Nix Nash was standing in the center of the
V-TV
main set, which resembled a glitzy cobalt blue newsroom with scrolling tickers. About ten background actors in shirtsleeves were seated at metal desks, busy miming work in front of computer monitors. Nix had chosen the blue suit, which looked very good on his high-tech blue set. He was pumped up on adrenaline, his face round, his moustache full, bouncing happily in his hand-tooled boots as he leaned toward the camera and began to speak.
“A dangerous idea is not responsible for the people who choose to believe in it. And ordinary men become extraordinary performing remarkable feats under impossible circumstances.” Now Nix started to stroll his elaborate set. Camera One tracked him.

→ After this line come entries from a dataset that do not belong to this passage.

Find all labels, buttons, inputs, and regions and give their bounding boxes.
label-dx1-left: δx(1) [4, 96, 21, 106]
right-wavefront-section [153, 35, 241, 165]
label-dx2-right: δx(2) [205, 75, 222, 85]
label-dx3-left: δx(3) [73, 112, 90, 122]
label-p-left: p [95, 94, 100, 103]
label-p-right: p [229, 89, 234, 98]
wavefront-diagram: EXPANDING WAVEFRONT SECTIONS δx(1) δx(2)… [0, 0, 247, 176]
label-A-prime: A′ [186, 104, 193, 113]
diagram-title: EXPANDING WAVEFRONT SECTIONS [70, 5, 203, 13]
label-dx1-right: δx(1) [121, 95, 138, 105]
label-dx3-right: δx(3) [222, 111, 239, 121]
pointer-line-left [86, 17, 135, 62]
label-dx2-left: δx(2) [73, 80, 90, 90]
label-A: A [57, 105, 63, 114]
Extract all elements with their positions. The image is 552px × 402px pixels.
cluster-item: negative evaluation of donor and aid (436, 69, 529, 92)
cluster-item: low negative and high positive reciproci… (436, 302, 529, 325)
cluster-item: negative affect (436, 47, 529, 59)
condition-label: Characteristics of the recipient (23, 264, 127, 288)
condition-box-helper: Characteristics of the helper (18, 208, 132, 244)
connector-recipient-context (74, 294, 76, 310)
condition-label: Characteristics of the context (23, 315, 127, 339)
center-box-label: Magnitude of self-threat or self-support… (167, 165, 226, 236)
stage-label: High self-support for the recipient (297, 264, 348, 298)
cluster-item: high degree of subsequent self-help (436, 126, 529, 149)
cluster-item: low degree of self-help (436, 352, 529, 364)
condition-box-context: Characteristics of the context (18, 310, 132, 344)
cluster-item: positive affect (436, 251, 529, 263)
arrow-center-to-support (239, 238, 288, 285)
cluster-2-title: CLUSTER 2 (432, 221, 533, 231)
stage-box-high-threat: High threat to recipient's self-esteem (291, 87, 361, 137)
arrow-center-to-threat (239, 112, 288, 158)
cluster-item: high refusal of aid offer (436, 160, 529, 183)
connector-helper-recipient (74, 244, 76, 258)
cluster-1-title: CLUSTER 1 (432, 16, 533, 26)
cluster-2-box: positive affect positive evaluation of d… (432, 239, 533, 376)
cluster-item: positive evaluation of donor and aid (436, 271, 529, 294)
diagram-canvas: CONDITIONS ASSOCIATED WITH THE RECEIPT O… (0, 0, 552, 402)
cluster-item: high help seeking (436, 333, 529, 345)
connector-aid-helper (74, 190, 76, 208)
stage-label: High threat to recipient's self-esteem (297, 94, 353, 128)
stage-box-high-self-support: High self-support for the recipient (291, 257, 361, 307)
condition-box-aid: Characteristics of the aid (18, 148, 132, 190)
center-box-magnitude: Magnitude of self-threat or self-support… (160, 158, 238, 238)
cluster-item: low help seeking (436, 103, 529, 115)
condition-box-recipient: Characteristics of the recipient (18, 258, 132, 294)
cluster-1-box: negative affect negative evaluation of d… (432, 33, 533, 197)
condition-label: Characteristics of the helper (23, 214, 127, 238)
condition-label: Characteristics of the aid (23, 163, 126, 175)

“Dangerous ideas can provide big opportunities, but they often get thrust on us when we can least afford it, so the call goes unanswered. We’ve got a whole generation now that was born in an age of extravagant semi-equality. They don’t know what it was like before, so they think, ‘This isn’t so bad. We have our video games, our flat-screen TVs, our SUVs.’ This dumbed-down generation sits lulled by excess completely unaware that all this luxury they take for granted is on the verge of being snatched away by corrupt government officials.”
Drew instructed Camera One to tighten into a close-up.
“You probably think, ‘Come on, Nix. Not in America.’” He stood there, his face lightly flushed, burning with this terrible concern. “Have you guys heard about this thing called the goal gradient phenomenon?” He paused and let that mouthful sink in. “It states that the farther we get away from our goals in life, the less interested we become in attaining them. When you put this in a political or a law enforcement context, the goal gradient phenomenon can become really dangerous, because it suggests that at the midpoint in a politician’s or a police officer’s career, when he or she is stuck in middle management, inevitably they begin to experience boredom, malaise, and yes, even cynicism. These three emotions just happen to be the major precursors to corruption.”
“Camera Two, when Nix moves go with him,” Drew instructed the crew through his headset.
Nix started strolling his set again, with Camera Two tracking. They passed half a dozen extras working on computers.
“I love the concept of freedom, truth, and justice. Who doesn’t?” Nix enthused. “But there’s a catch. You see, in order to have a safe, free, and just society we have to first engage in a huge act of trust. We have to give some of our sacred, constitutionally guaranteed rights over to the people we have chosen to protect us.”
He now stopped next to a large whiteboard, still looking directly into Camera Two.